K, the primary reference point for this ambient guitar work would be Pink Floyd’s last album, which was instrumental, or, it’s like the sonic cusp, or upper fulcrum, of “Take it Back”-era Pink Floyd, salad days Dire Straits or Big Head Todd and the Monsters. Similar to Yellow Swans or Oneohtrix Point Never, these songs stretch out ambiently and are minimalistic and tone-based, relying on no percussion to state their identities.

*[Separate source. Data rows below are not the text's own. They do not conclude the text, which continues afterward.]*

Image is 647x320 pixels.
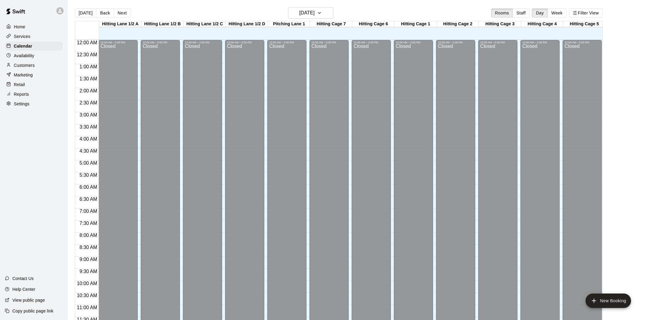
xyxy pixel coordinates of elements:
[78,148,99,154] span: 4:30 AM
[395,41,431,44] div: 12:00 AM – 2:00 PM
[14,53,34,59] p: Availability
[563,21,605,27] div: Hitting Cage 5
[299,9,314,17] h6: [DATE]
[438,41,473,44] div: 12:00 AM – 2:00 PM
[585,294,631,308] button: add
[100,41,136,44] div: 12:00 AM – 2:00 PM
[78,185,99,190] span: 6:00 AM
[491,8,513,17] button: Rooms
[75,281,99,286] span: 10:00 AM
[14,24,25,30] p: Home
[75,293,99,298] span: 10:30 AM
[14,43,32,49] p: Calendar
[78,64,99,69] span: 1:00 AM
[99,21,141,27] div: Hitting Lane 1/2 A
[5,32,63,41] a: Services
[353,41,389,44] div: 12:00 AM – 2:00 PM
[479,21,521,27] div: Hitting Cage 3
[78,233,99,238] span: 8:00 AM
[78,197,99,202] span: 6:30 AM
[5,22,63,31] a: Home
[512,8,529,17] button: Staff
[78,245,99,250] span: 8:30 AM
[14,72,33,78] p: Marketing
[14,101,30,107] p: Settings
[75,305,99,310] span: 11:00 AM
[14,91,29,97] p: Reports
[78,124,99,129] span: 3:30 AM
[480,41,515,44] div: 12:00 AM – 2:00 PM
[5,99,63,108] a: Settings
[5,70,63,80] a: Marketing
[12,286,35,292] p: Help Center
[268,21,310,27] div: Pitching Lane 1
[394,21,436,27] div: Hitting Cage 1
[227,41,262,44] div: 12:00 AM – 2:00 PM
[78,161,99,166] span: 5:00 AM
[75,40,99,45] span: 12:00 AM
[522,41,557,44] div: 12:00 AM – 2:00 PM
[5,61,63,70] a: Customers
[14,82,25,88] p: Retail
[78,88,99,93] span: 2:00 AM
[5,90,63,99] a: Reports
[436,21,479,27] div: Hitting Cage 2
[5,42,63,51] a: Calendar
[12,276,34,282] p: Contact Us
[226,21,268,27] div: Hitting Lane 1/2 D
[78,269,99,274] span: 9:30 AM
[14,62,35,68] p: Customers
[564,41,600,44] div: 12:00 AM – 2:00 PM
[78,100,99,105] span: 2:30 AM
[521,21,563,27] div: Hitting Cage 4
[310,21,352,27] div: Hitting Cage 7
[96,8,114,17] button: Back
[141,21,183,27] div: Hitting Lane 1/2 B
[142,41,178,44] div: 12:00 AM – 2:00 PM
[547,8,566,17] button: Week
[288,7,333,19] button: [DATE]
[75,52,99,57] span: 12:30 AM
[114,8,130,17] button: Next
[183,21,226,27] div: Hitting Lane 1/2 C
[5,51,63,60] a: Availability
[12,308,53,314] p: Copy public page link
[12,297,45,303] p: View public page
[5,80,63,89] a: Retail
[78,173,99,178] span: 5:30 AM
[78,209,99,214] span: 7:00 AM
[352,21,394,27] div: Hitting Cage 6
[14,33,30,39] p: Services
[185,41,220,44] div: 12:00 AM – 2:00 PM
[78,136,99,142] span: 4:00 AM
[311,41,347,44] div: 12:00 AM – 2:00 PM
[78,257,99,262] span: 9:00 AM
[269,41,304,44] div: 12:00 AM – 2:00 PM
[532,8,547,17] button: Day
[75,8,96,17] button: [DATE]
[78,112,99,117] span: 3:00 AM
[78,221,99,226] span: 7:30 AM
[569,8,602,17] button: Filter View
[78,76,99,81] span: 1:30 AM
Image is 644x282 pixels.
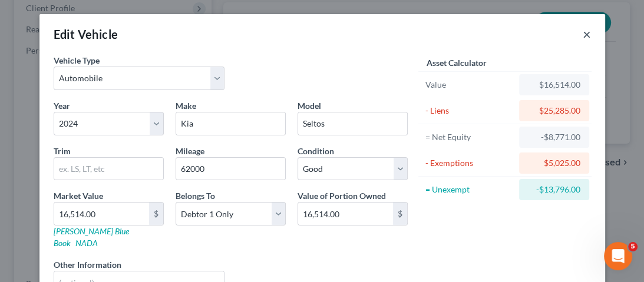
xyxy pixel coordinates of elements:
label: Condition [298,145,334,157]
span: Make [175,101,197,111]
div: = Unexempt [425,184,514,196]
input: ex. LS, LT, etc [54,158,164,181]
label: Trim [53,145,71,157]
a: [PERSON_NAME] Blue Book [53,226,129,248]
input: 0.00 [54,203,149,225]
div: $16,514.00 [528,79,580,91]
label: Year [53,100,70,112]
div: -$13,796.00 [528,184,580,196]
div: $ [393,203,407,225]
div: Value [425,79,514,91]
div: $25,285.00 [528,105,580,117]
span: Belongs To [175,191,215,201]
a: NADA [76,238,98,248]
label: Vehicle Type [53,54,100,67]
label: Market Value [53,189,103,202]
input: 0.00 [298,203,393,225]
div: = Net Equity [425,132,514,143]
div: Edit Vehicle [53,26,118,43]
input: -- [176,158,286,181]
iframe: Intercom live chat [604,242,632,270]
div: - Exemptions [425,157,514,169]
input: ex. Nissan [176,113,286,135]
div: -$8,771.00 [528,132,580,143]
label: Mileage [175,145,205,157]
label: Value of Portion Owned [298,189,386,202]
div: $ [149,203,164,225]
input: ex. Altima [298,113,407,135]
label: Model [298,100,321,112]
div: $5,025.00 [528,157,580,169]
label: Asset Calculator [427,57,487,69]
button: × [583,27,592,41]
div: - Liens [425,105,514,117]
span: 5 [628,242,638,252]
label: Other Information [53,259,121,271]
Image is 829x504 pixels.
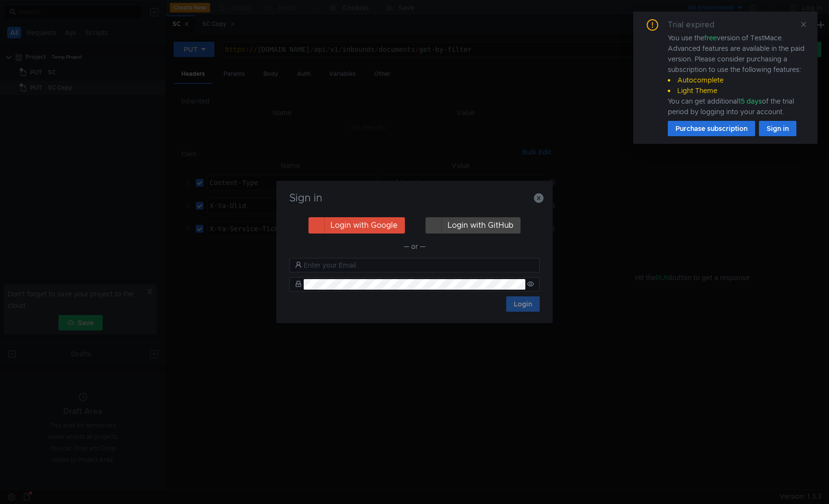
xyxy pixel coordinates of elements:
[304,260,534,271] input: Enter your Email
[668,96,806,117] div: You can get additional of the trial period by logging into your account.
[308,217,405,233] button: Login with Google
[668,85,806,96] li: Light Theme
[668,75,806,85] li: Autocomplete
[704,33,717,42] span: free
[288,193,541,204] h3: Sign in
[738,97,762,105] span: 15 days
[425,217,521,233] button: Login with GitHub
[668,33,806,117] div: You use the version of TestMace. Advanced features are available in the paid version. Please cons...
[668,19,726,31] div: Trial expired
[759,121,796,136] button: Sign in
[289,241,540,252] div: — or —
[668,121,755,136] button: Purchase subscription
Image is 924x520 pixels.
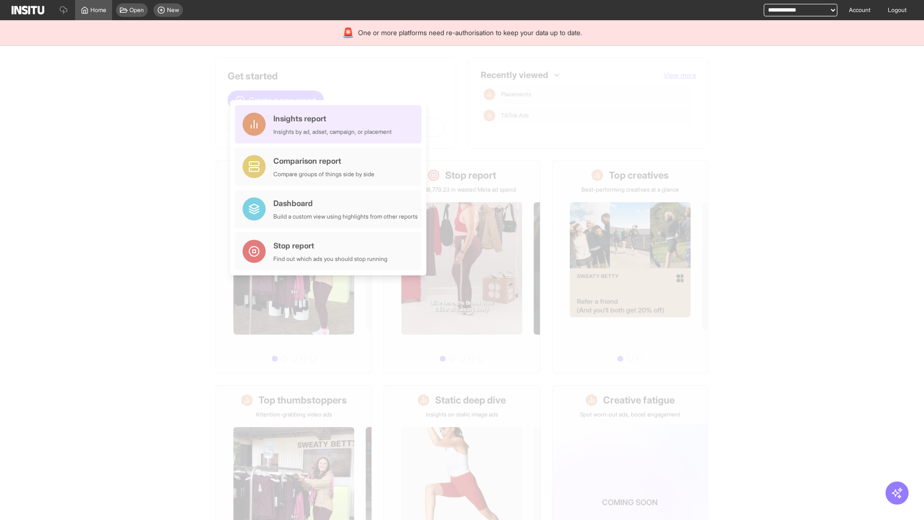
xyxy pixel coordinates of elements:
span: New [167,6,179,14]
div: Insights by ad, adset, campaign, or placement [273,128,392,136]
span: Open [129,6,144,14]
span: One or more platforms need re-authorisation to keep your data up to date. [358,28,582,38]
div: Dashboard [273,197,418,209]
div: 🚨 [342,26,354,39]
div: Comparison report [273,155,374,166]
div: Find out which ads you should stop running [273,255,387,263]
span: Home [90,6,106,14]
div: Insights report [273,113,392,124]
div: Stop report [273,240,387,251]
img: Logo [12,6,44,14]
div: Compare groups of things side by side [273,170,374,178]
div: Build a custom view using highlights from other reports [273,213,418,220]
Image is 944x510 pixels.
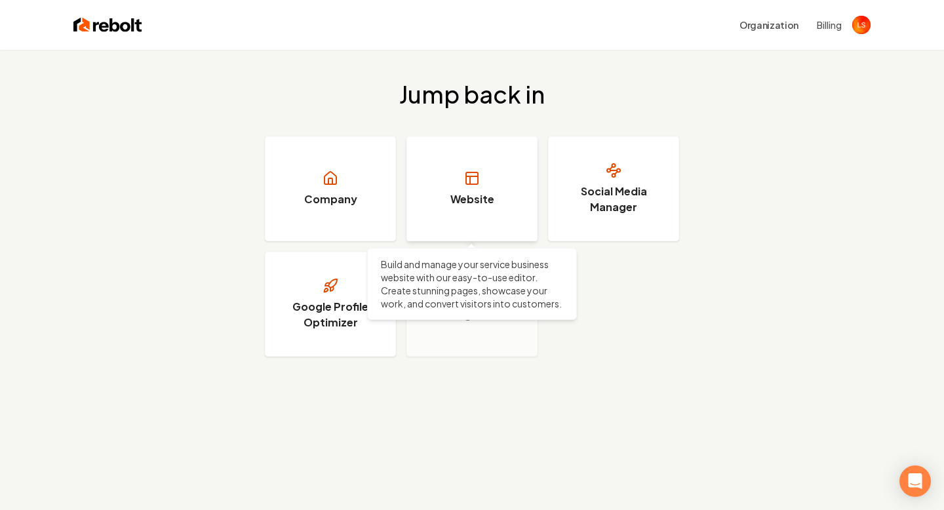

By and large, most of the guitar blueprints laid down here, though opaque and long-lasting, certainly tend to be monochromatic and steady, the first undulations of any kind coming “Suburban Morning Pt. 1,” the third track and first half of the second of four two-song, separately titled sections, which make up the album’s whole eight tracks (“Desert Sunrise”; “Suburban Morning”; “City Noon”; “Shore Sunset”). A similar titling and arranging format comes in Nivhek’s excellent After its own death / Walking in a spiral towards the house of earlier this year, the idea of each separate thought or artistic cell requiring more than one mood, or song, to make its reality shown. Another thing I gather just from Randall’s titles he’s selected for this project, is that they mark in their own way a journey from east to west through LA, so that along with being geographically specific in this way it could actually theoretically be meant to embody a journey MADE BY the sun, as if interpolating the artist’s muse into that solar body. “City Noon” comes in to open side by with commendable textural plurality (one particular tone which seems to straddle the territory between a sound’s actual body and a lake of gentle distortion and then the overlay of that British-inspired classic rock lead guitar work), the song then peppering some ominous minor chords but perhaps not really enough vituperation to embody a strong statement of such kind the way Julia Holter’s Loud City Song from 2013 bent toward.